RAG vs Fine-Tuning: When to Customise, When to Contextualise
Two approaches to making AI work with your data: retrieval-augmented generation and fine-tuning. When each makes sense and how to decide.
Two approaches to making AI work with your data: retrieval-augmented generation and fine-tuning. When each makes sense and how to decide.
When a general-purpose language model doesn't know enough about your business, you have two main options to make it more useful:
Both approaches work. They solve different problems. Let's break them down.
RAG doesn't change the model. Instead, it retrieves relevant documents from your data and includes them in the prompt. The model generates an answer grounded in that context.
Advantages:
Fine-tuning takes a pre-trained model and continues training it on your specific data or examples. The model's weights are adjusted to better reflect your domain.
Advantages:
Disadvantages:
| Factor | RAG | Fine-Tuning |
|---|---|---|
| Setup time | Days to weeks | Weeks to months |
| Training data needed | No (just documents) | Yes (curated examples) |
| Data freshness | Always current | Stale until retrained |
| Source citations | Yes | No |
| Hallucination control | Good (grounded) | Moderate |
| Style/format control | Moderate (via prompting) | Strong |
| Inference cost | Higher (retrieval + generation) | Lower (generation only) |
| Training cost | None | Significant |
| Privacy | Data stays in vector DB | Data enters model weights |
Use RAG when:
Use fine-tuning when:
For the vast majority of Australian business use cases, start with RAG. It's faster to deploy, easier to maintain, more transparent, and handles 80% of "make AI know about our data" requirements.
Fine-tune only when RAG genuinely isn't enough, typically for specialised classification tasks or when you need very specific output formatting that prompting can't achieve.
And you can combine them. Use RAG for knowledge retrieval and a fine-tuned model for the generation layer that produces output in your exact format. Best of both worlds.
Tell us what you're working on. We'll come back with a practical recommendation and clear next steps.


Required action:
From the records below, take each line where the string "ABCDE" shows up and copy it.
---------- Entries supplied
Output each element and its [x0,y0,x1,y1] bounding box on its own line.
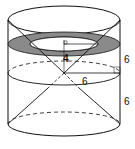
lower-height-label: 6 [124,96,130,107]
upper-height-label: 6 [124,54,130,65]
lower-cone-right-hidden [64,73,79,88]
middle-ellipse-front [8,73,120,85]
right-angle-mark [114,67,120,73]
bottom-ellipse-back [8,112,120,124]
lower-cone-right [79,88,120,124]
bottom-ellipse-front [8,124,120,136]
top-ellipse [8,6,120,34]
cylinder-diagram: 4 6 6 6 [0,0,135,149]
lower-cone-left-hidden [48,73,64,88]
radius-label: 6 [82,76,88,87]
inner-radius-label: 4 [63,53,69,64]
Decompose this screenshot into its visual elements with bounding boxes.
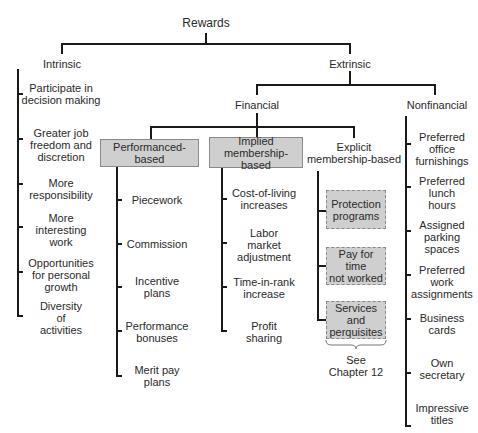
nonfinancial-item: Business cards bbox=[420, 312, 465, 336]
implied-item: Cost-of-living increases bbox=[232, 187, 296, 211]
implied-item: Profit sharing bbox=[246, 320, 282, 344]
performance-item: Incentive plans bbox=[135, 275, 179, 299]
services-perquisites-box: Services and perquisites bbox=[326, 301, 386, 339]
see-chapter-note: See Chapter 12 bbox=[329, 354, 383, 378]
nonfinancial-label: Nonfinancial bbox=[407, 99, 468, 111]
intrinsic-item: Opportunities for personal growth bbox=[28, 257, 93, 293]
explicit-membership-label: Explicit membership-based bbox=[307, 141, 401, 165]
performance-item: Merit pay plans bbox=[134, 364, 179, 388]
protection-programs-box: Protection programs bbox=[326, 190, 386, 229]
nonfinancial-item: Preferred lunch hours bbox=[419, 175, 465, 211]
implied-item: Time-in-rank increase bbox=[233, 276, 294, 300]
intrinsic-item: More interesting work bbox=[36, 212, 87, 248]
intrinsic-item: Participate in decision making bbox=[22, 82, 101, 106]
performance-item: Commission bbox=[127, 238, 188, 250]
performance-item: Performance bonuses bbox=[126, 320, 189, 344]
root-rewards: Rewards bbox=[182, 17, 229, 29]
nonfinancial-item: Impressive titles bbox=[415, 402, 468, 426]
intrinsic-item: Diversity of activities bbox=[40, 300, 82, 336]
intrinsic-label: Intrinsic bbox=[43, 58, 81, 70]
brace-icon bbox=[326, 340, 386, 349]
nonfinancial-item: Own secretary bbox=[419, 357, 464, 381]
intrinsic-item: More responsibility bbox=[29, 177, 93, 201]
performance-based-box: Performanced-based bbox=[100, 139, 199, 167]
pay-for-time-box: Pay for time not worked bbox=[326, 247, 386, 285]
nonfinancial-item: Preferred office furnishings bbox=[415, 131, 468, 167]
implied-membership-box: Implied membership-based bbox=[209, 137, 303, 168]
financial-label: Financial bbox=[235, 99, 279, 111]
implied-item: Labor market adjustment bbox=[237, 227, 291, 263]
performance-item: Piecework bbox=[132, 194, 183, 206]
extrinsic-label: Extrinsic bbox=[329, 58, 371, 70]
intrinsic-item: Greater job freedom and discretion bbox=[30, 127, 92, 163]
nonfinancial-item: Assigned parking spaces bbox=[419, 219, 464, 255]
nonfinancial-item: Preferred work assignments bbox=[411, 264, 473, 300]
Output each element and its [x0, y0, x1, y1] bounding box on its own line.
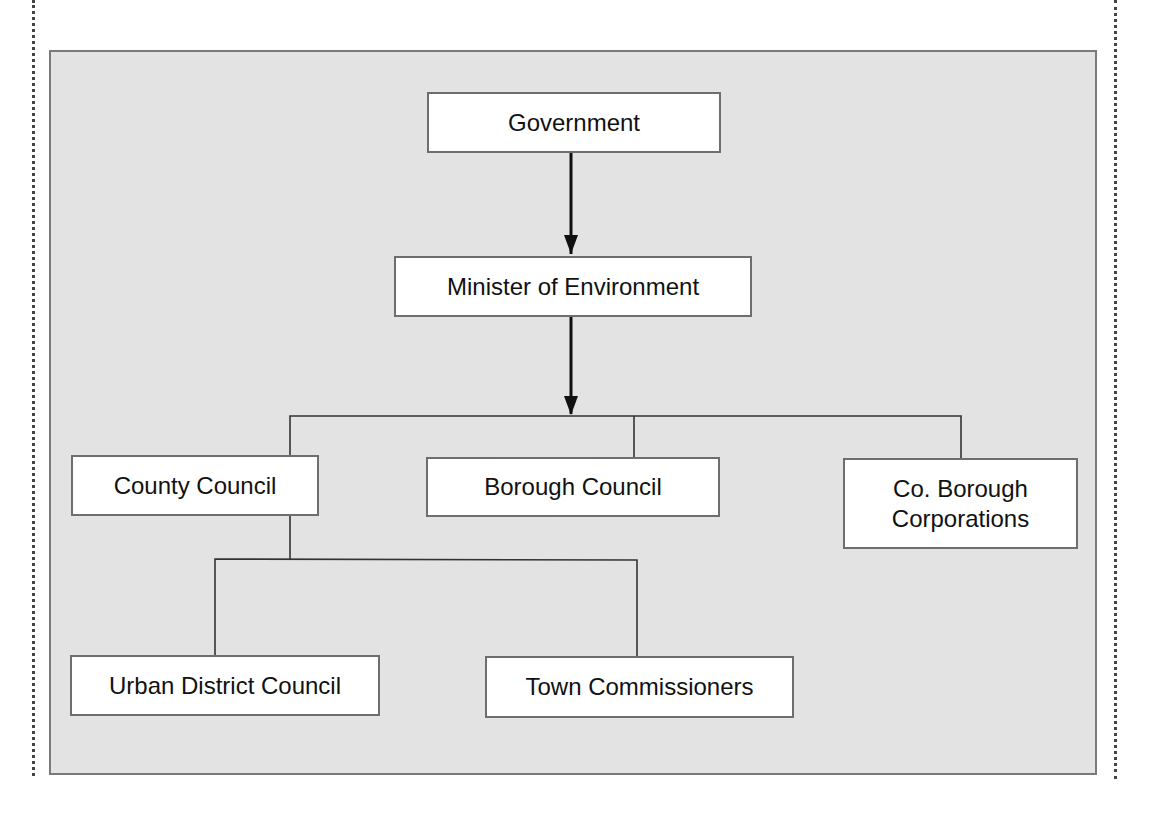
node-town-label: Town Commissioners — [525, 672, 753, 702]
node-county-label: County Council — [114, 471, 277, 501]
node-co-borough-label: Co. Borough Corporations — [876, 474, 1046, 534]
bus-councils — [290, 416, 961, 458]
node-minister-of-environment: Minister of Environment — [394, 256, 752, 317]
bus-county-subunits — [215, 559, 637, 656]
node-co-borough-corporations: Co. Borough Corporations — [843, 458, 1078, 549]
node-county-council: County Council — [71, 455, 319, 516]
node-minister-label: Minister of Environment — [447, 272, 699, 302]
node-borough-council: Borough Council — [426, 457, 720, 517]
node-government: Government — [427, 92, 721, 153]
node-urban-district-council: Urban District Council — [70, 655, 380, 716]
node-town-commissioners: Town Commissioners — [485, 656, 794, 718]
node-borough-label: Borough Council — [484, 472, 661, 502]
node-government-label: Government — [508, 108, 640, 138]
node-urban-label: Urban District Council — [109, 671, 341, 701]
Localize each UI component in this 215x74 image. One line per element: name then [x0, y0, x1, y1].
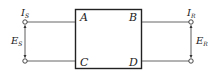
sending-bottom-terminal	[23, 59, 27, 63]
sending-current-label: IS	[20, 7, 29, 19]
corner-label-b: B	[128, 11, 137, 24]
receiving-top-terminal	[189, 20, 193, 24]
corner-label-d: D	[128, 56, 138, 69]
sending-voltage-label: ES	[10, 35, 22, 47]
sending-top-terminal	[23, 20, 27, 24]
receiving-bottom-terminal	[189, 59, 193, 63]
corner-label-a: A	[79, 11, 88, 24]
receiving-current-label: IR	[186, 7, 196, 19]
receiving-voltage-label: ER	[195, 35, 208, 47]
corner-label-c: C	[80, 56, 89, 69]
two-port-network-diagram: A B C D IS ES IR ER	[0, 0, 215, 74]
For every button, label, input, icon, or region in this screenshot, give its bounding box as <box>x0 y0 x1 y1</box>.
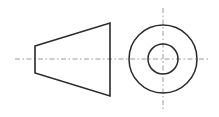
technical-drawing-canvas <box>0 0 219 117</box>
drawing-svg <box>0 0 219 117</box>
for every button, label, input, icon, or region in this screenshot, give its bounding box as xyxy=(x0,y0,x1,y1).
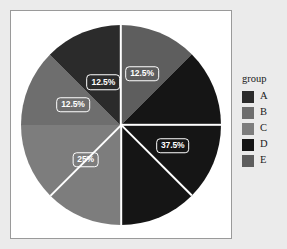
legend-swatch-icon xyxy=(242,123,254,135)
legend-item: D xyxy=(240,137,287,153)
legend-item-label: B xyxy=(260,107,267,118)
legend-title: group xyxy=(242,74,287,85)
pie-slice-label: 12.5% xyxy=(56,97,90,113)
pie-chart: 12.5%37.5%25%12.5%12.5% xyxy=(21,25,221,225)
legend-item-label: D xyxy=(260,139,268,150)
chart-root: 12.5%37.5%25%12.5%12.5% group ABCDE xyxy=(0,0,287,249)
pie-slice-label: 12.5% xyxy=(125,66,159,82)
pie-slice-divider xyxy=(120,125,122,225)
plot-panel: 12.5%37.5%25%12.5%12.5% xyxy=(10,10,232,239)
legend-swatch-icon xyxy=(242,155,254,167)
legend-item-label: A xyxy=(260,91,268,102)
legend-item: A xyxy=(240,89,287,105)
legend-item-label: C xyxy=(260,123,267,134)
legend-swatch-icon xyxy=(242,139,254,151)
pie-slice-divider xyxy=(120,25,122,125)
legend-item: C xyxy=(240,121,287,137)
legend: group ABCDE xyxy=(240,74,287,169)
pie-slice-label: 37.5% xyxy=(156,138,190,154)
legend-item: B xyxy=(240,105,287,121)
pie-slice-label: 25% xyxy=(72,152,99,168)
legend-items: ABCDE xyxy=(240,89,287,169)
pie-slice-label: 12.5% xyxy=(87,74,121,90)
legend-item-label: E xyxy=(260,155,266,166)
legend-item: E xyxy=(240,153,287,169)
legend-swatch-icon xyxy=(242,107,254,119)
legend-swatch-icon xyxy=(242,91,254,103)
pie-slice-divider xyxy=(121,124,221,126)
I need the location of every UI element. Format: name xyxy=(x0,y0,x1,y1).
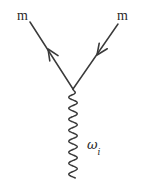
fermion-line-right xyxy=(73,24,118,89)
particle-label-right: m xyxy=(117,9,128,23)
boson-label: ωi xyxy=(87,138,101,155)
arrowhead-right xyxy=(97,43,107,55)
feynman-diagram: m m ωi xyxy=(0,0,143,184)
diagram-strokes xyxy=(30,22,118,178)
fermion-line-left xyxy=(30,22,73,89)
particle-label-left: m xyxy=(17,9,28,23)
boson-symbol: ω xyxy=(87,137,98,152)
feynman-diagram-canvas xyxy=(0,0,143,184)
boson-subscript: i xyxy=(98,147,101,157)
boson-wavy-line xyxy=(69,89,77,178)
--------------------
Written response:
chart-root: 12.5%37.5%25%12.5%12.5% group ABCDE xyxy=(0,0,287,249)
legend: group ABCDE xyxy=(240,74,287,169)
legend-items: ABCDE xyxy=(240,89,287,169)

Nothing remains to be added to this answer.